Sunday, October 25, 2015

The Great Oxygenation Event

There was little to no atmospheric oxygen in the primordial Earth.  There isn't, to my knowledge, any science which disagrees with this and that means the Tea People will ... but ... we don't care beans about Tea People but we care a great deal about science.  (WIKI:  Great Oxygenation Event)

The Earth, as originally designed by the Good Lord, could not possibly have sustained human beings.  That seems like sensationalist clickbait but it's true, nevertheless.

Note:  if you want to believe this is Bible-bashing, go away.  We are fed-up with people who refuse to educate themselves.


If you want to go for Intelligent Design V2, consider the possibility the Good Lord designed the Earth to work and evolve this way.  It wasn't a trick but rather it's the way to make planets.  That's about all we need on that topic.


For almost 1.5 billion years, there was little or no atmospheric oxygen (i.e. dioxygen or O2, two Oxygen atoms in a molecule).  Cyanobacteria started producing oxygen by photosynthesis and this is the mechanism by which the atmospheric oxygen was generated.


This is where the story picks up with my Catholic friend.  He is highly enamored of the idea of seeding hydrocarbons for the evolution of life from comets.  Recent discovery of hydrocarbons on multiple comets adds major credence to that thinking.

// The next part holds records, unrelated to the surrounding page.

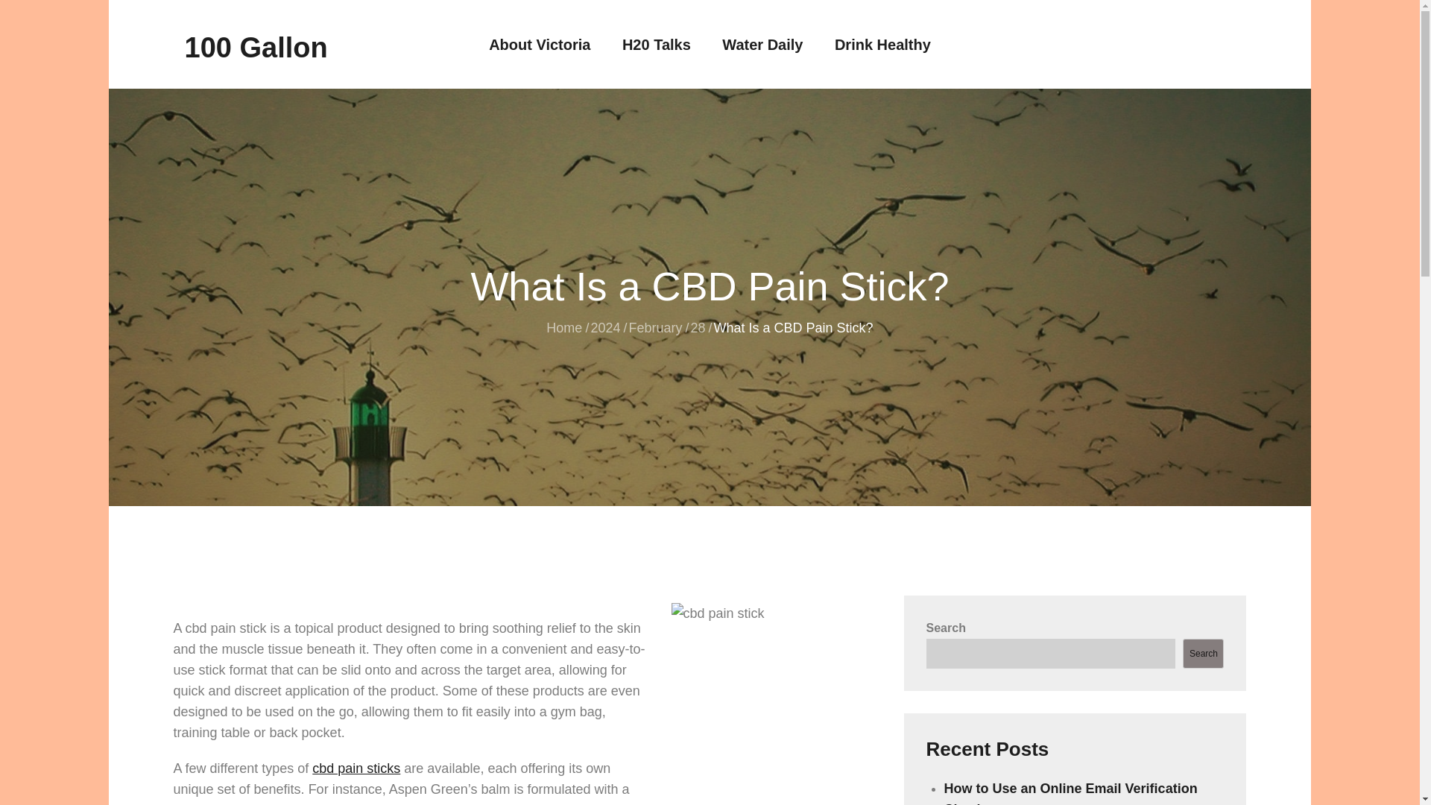 The width and height of the screenshot is (1431, 805). What do you see at coordinates (655, 328) in the screenshot?
I see `February` at bounding box center [655, 328].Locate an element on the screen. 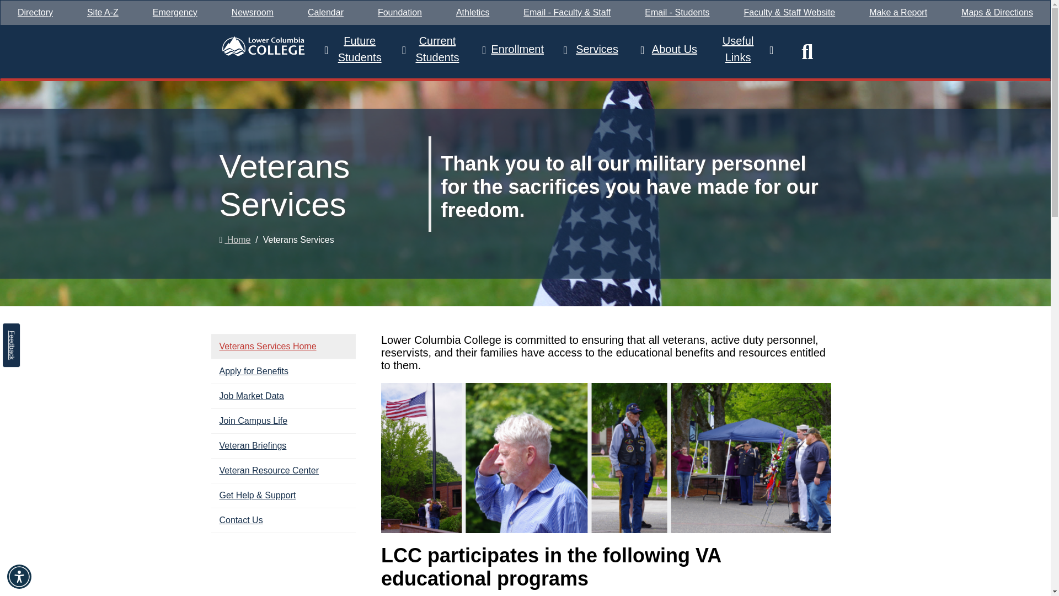  Future Students is located at coordinates (354, 51).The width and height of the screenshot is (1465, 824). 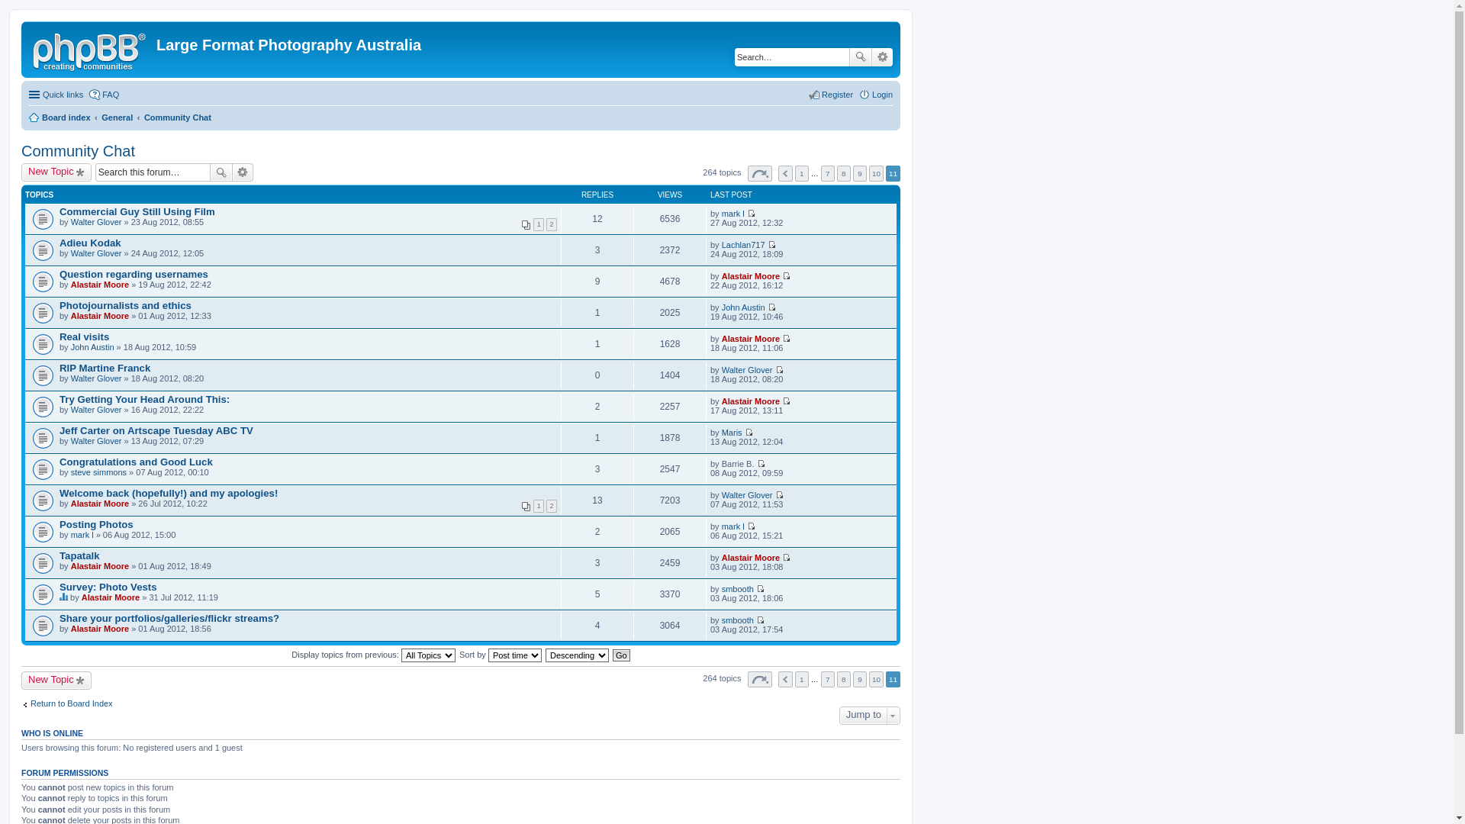 I want to click on View the latest post, so click(x=786, y=276).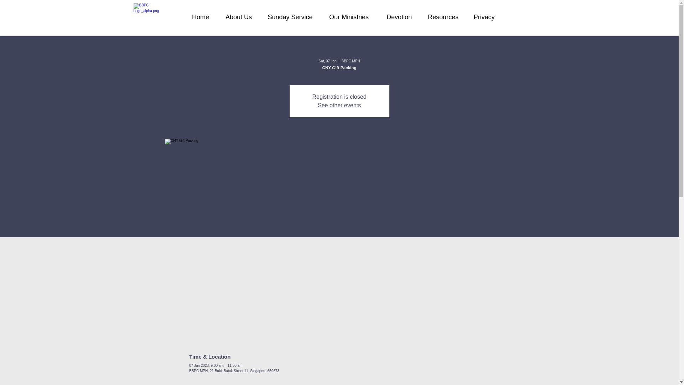 This screenshot has height=385, width=684. Describe the element at coordinates (399, 17) in the screenshot. I see `Devotion` at that location.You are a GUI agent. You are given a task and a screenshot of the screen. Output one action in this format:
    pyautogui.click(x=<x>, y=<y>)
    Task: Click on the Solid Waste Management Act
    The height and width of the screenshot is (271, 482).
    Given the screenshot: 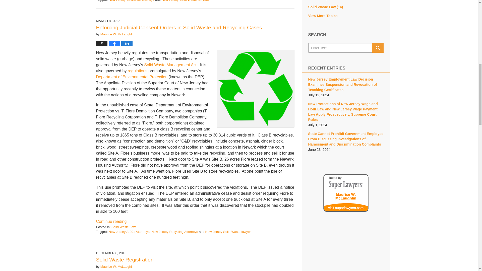 What is the action you would take?
    pyautogui.click(x=170, y=65)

Here at the Rockhouse, the problem we have with that is anything entering the atmosphere from anywhere else should burn up or mostly.  Any hydrocarbons in it should be broken down by the heat. We like the concept but we really don't think it will work.  However, the apparent ubiquity of such hydrocarbons possibly indicates, well, life all over the place.


Something the hydrocarbons on the comets indicates to us here at the Rockhouse is an apparent heavy preference at the planet-building level for carbon-based life.  When there are hydrocarbons everywhere and little to no evidence of any type of silicon-based life, the conclusion seems to be it has to be carbon but it's not science if we lock out the alternative and that wrecks a lot of sci-fi too.


Something a little extreme in the thinking here is regarding how much the evolution of DNA from hydrocarbons is inevitable.  As we see from the Great Oxygenation Event, it doesn't take much, if any, oxygen to do it because methane is called a hydrocarbon but there is no oxygen in it (CH4).  Cyanobacteria 'eat' methane and they 'excrete' oxygen but that demands an answer to where the hell did they get the oxygen to discrete when it didn't come with the methane.  Perhaps any oxygen is bonded in hydrocarbons such as sugars, alcohols, etc and this is what was broken down by the cyanobacteria but where did they get it.

We're obviously not chemists here at the Rockhouse but we can follow it so long as it doesn't get too strange.

The reason for doing any of this is armchair enthusiasm for the ageless question of what makes life.  My friend is Catholic as in for generations but he has no Biblical reservations about such review and I'm glad of it because this means we can get into a bit of the theology of this insofar as life originated somewhere, if not here.  No matter where we postulate it began, somewhere there is apparently a process which, in effect, turns rocks into life.  Even if that life or the precursors came to Earth via comets, there is still an explanation needed for how it came that life arose anywhere.

An excellent point from my friend yesterday is the Earth is not old and there were many billions of years which preceded the appearance of this planet.  That time is over twice the time it took for life to originate on Earth so it seems the probability is extremely high it is all over the Universe and, in some places, has been there considerably longer than we.

That goes out to why does SETI not hear them but that's another story.